Given the material below, return only the lines starting at the line with "What do you see at coordinates (32, 233)" and ending at the line with "Task: Click on the IM RAUM ERLEBEN", exactly as they appear.
SOURCE DATA START
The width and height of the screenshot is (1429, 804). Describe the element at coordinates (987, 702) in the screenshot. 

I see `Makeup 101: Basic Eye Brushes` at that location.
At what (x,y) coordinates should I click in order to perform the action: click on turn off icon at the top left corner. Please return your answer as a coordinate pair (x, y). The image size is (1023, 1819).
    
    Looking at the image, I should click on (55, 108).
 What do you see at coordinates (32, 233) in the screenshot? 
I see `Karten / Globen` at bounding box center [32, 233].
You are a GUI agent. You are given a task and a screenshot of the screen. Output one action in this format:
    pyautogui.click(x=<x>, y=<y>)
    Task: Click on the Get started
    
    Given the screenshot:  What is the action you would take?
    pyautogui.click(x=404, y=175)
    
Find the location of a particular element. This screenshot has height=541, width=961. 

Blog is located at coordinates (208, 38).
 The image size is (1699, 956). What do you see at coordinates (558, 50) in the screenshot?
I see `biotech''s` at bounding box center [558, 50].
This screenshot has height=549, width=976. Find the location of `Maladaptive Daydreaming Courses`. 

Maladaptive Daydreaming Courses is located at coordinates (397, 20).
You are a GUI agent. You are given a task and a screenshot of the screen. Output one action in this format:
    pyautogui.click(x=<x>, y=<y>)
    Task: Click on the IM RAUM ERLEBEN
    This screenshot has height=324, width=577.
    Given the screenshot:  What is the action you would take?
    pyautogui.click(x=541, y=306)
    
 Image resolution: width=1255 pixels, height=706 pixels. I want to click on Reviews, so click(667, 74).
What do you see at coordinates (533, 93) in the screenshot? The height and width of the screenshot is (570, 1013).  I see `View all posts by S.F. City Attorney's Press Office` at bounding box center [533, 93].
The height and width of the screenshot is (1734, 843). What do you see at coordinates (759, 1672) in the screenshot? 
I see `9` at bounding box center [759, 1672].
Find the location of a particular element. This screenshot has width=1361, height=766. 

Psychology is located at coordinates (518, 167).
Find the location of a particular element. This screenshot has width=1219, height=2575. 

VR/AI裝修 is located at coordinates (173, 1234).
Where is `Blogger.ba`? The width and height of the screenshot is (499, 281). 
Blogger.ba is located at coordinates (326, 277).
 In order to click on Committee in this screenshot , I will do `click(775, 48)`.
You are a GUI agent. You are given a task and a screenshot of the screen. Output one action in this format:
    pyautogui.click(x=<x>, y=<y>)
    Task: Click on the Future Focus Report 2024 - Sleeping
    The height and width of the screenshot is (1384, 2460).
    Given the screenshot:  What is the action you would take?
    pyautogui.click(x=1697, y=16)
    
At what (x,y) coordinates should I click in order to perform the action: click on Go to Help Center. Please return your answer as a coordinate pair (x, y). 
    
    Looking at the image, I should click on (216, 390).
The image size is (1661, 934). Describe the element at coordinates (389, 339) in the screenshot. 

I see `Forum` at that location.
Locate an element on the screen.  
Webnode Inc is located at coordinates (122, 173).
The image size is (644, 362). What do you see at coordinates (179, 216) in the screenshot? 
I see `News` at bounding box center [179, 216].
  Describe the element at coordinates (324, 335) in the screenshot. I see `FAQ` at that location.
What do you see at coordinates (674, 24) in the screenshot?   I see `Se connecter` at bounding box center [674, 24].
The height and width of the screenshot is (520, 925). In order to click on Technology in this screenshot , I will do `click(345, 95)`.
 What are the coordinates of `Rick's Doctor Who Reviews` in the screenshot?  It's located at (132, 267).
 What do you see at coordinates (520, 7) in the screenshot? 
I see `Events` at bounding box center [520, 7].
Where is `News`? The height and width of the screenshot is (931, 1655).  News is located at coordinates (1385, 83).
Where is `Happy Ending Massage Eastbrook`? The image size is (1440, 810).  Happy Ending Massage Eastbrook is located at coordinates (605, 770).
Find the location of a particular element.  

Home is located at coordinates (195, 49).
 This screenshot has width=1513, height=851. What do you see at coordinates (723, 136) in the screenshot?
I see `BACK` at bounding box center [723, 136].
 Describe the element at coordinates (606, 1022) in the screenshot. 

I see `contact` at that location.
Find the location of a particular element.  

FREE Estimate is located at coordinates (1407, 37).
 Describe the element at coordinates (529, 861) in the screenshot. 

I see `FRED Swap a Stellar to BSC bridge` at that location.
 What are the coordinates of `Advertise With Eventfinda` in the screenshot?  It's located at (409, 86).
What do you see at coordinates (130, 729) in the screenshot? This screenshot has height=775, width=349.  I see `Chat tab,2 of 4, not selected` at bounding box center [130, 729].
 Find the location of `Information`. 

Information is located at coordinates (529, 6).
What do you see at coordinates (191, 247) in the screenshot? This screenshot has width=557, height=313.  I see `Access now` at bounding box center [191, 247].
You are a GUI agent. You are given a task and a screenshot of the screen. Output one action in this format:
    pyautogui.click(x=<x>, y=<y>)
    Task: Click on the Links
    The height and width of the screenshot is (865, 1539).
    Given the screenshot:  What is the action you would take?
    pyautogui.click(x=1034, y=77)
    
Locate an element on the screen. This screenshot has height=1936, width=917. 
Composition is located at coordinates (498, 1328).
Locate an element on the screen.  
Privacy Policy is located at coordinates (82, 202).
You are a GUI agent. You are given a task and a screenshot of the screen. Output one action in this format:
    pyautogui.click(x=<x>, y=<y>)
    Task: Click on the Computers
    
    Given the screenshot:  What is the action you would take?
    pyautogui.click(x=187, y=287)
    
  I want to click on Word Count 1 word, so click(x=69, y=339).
SOURCE DATA END
» EXERCISE SOLUTION:
 What do you see at coordinates (32, 233) in the screenshot? 
I see `Karten / Globen` at bounding box center [32, 233].
You are a GUI agent. You are given a task and a screenshot of the screen. Output one action in this format:
    pyautogui.click(x=<x>, y=<y>)
    Task: Click on the Get started
    
    Given the screenshot:  What is the action you would take?
    pyautogui.click(x=404, y=175)
    
Find the location of a particular element. This screenshot has height=541, width=961. 

Blog is located at coordinates (208, 38).
 The image size is (1699, 956). What do you see at coordinates (558, 50) in the screenshot?
I see `biotech''s` at bounding box center [558, 50].
This screenshot has height=549, width=976. Find the location of `Maladaptive Daydreaming Courses`. 

Maladaptive Daydreaming Courses is located at coordinates (397, 20).
You are a GUI agent. You are given a task and a screenshot of the screen. Output one action in this format:
    pyautogui.click(x=<x>, y=<y>)
    Task: Click on the IM RAUM ERLEBEN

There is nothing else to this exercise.